ZX80 chips reduction
The current page is not
complete! I am working on it right now.
Do not build anything on this page yet!
Further
hardware development of the ZX-80 on 2019? Yes! A ZX-80 with less chips
count? No way, the computer is already too simple to be simplified
more, one could argue. If they knew it back then, they would have
probably already done that to reduce cost even more. Or maybe the cost
of the LS series logic back then was not high, so it wouldn't worth it.
Or maybe computer-related people would not want to mess around with
discrete circuits. Who knows! The point is, that I begin to give an
answer to the disbelievers.
To reduce the chip-count of the ZX-80, an easy way I thought was to
replace the simple-gates ICs with discrete logic. This may initially
seem easy, but the thing is that it is not as straight forward as it
seems. The purpose of replacing the IC logic with discrete, apart from
fun, is to minimize cost and for availability reasons. For example you
may not have the particular chip on hand but you may have a few general
purpose transistors and diodes available. The key point is, that
complexity has to be kept in a reasonable level in this discrete logic,
so you cannot simply recreate the internal schematic of an IC using
discrete components. What you can do instead to keep complexity down,
is to use discrete components to mimic the behaviour of an IC gate at a
great extent, so the rest of the circuits of the computer will be happy
with it.
This requires a lot of testing and you have to test all the circuits
together working as a whole, not just bits. The gates I built, are
designed to operate correctly on this computer only, most of them
cannot be used as general purpose replacements for the IC types they
suppose to replace. Sometimes I made a gate and
then, when I made its surrounding connected gates, I had to alter or
re-think this particular gate to properly cooperate with the
surrounding gates connected. A particular problem I faced, was that the
gates inside an IC was used at different places in the computer
and connected with different external gates. So a particular
discrete circuit replacing a specific type of gate, may be suitable in
one place but not in the other without modifications. Also, note that
the three gates in the main clock of the computer have been replaced
with a discrete oscillator circuit, that uses the ceramic resonator on
the computer board as a resonating element. The output level of this
oscillator is rail to rail (0 to 5v) and it approximates a square wave,
so that the computer and especially IC9 is clocked nicely through the
C9/R2 integrator. So here is the
schematic I have ended up with.
To be easy for you to follow the schematic and identify which circuit
replaces the relevant gate, I have drawn most the discrete gates at the
locations where the IC gates originally were. I have also left the
original IC numbers that the particular discrete gates refer to and
also the IC pin numbers that they refer to. The lower gate previously
connected in parallel to pins 11 and 10 of IC 15, has been removed.
Here is the full schematic of the computer, including the discrete
gates.
Below is the computer in gates-reduction testing.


• [WHAT YOU HAVE TO DO]
Since the pictures are not wanted, copy only the text of every record exactly.

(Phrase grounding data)

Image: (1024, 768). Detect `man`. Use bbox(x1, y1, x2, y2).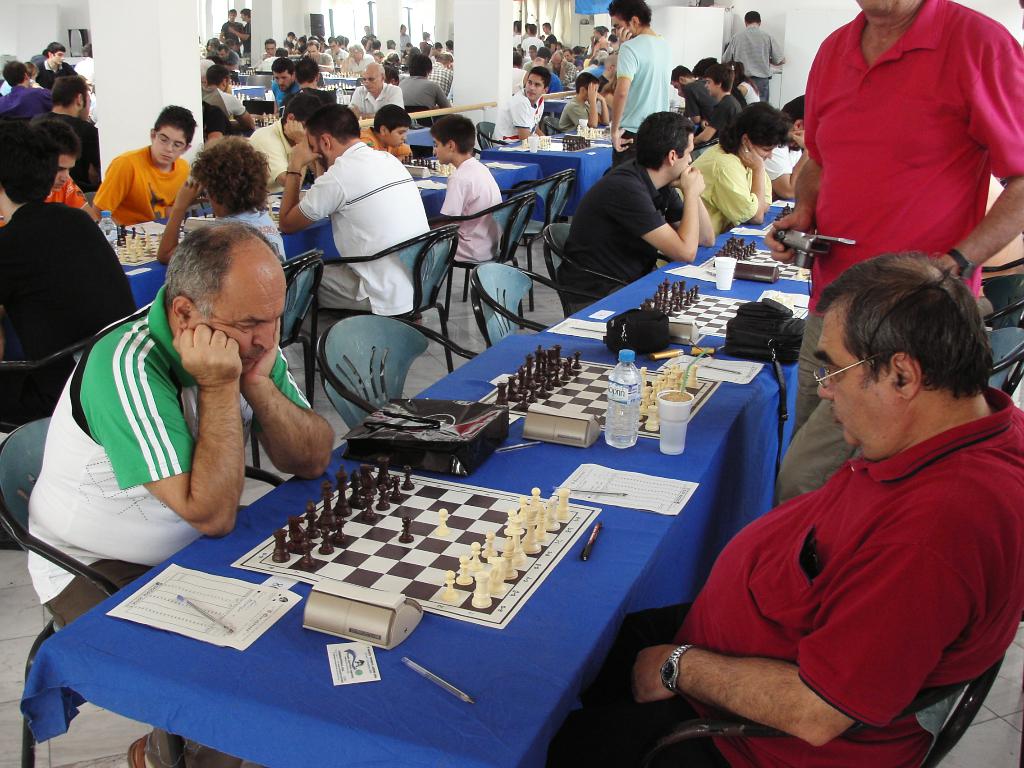
bbox(595, 54, 618, 94).
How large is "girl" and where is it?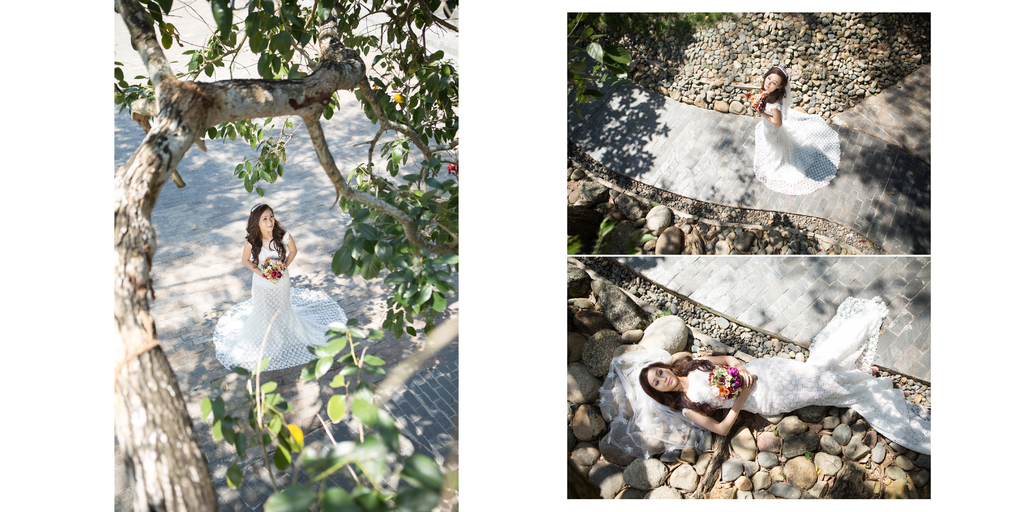
Bounding box: <region>241, 203, 296, 335</region>.
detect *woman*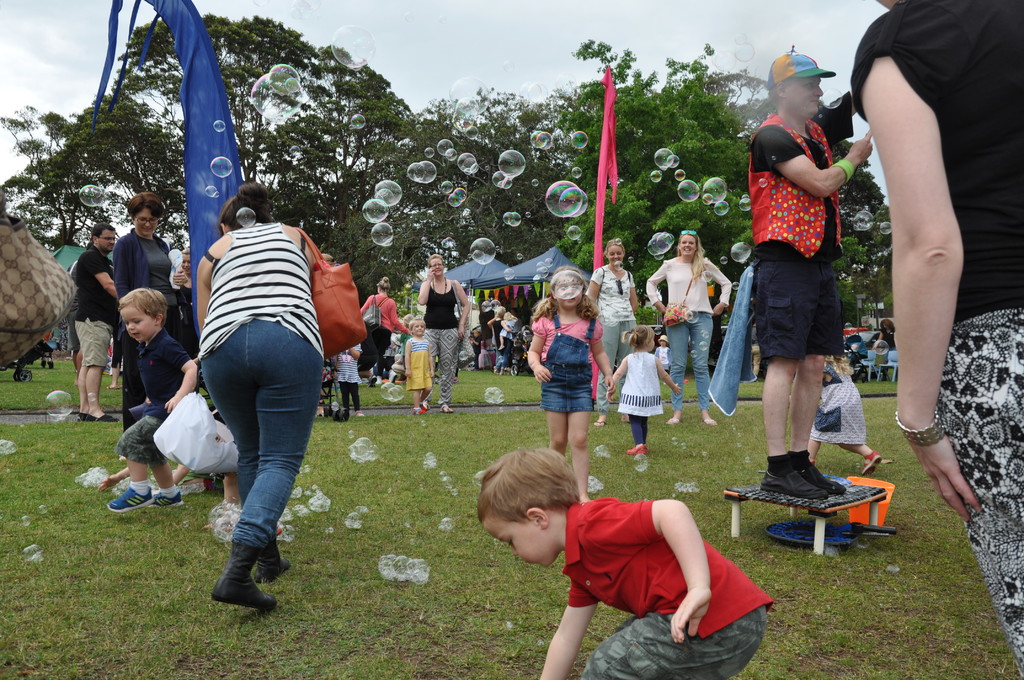
(left=645, top=230, right=737, bottom=425)
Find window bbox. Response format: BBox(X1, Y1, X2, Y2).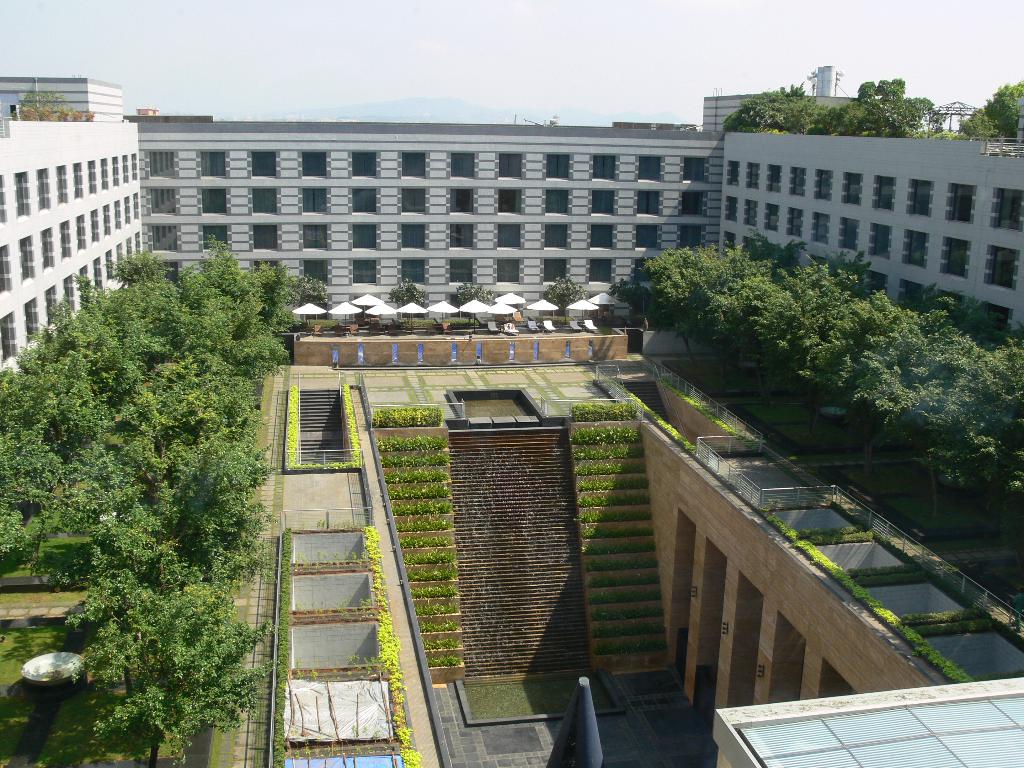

• [SOLUTION]
Image: (1024, 768). Detect `man`. Use bbox(x1, y1, x2, y2).
bbox(595, 54, 618, 94).
How large is "girl" and where is it?
Bounding box: <region>241, 203, 296, 335</region>.
detect *woman*
(left=645, top=230, right=737, bottom=425)
Find window bbox. Response format: BBox(X1, Y1, X2, Y2).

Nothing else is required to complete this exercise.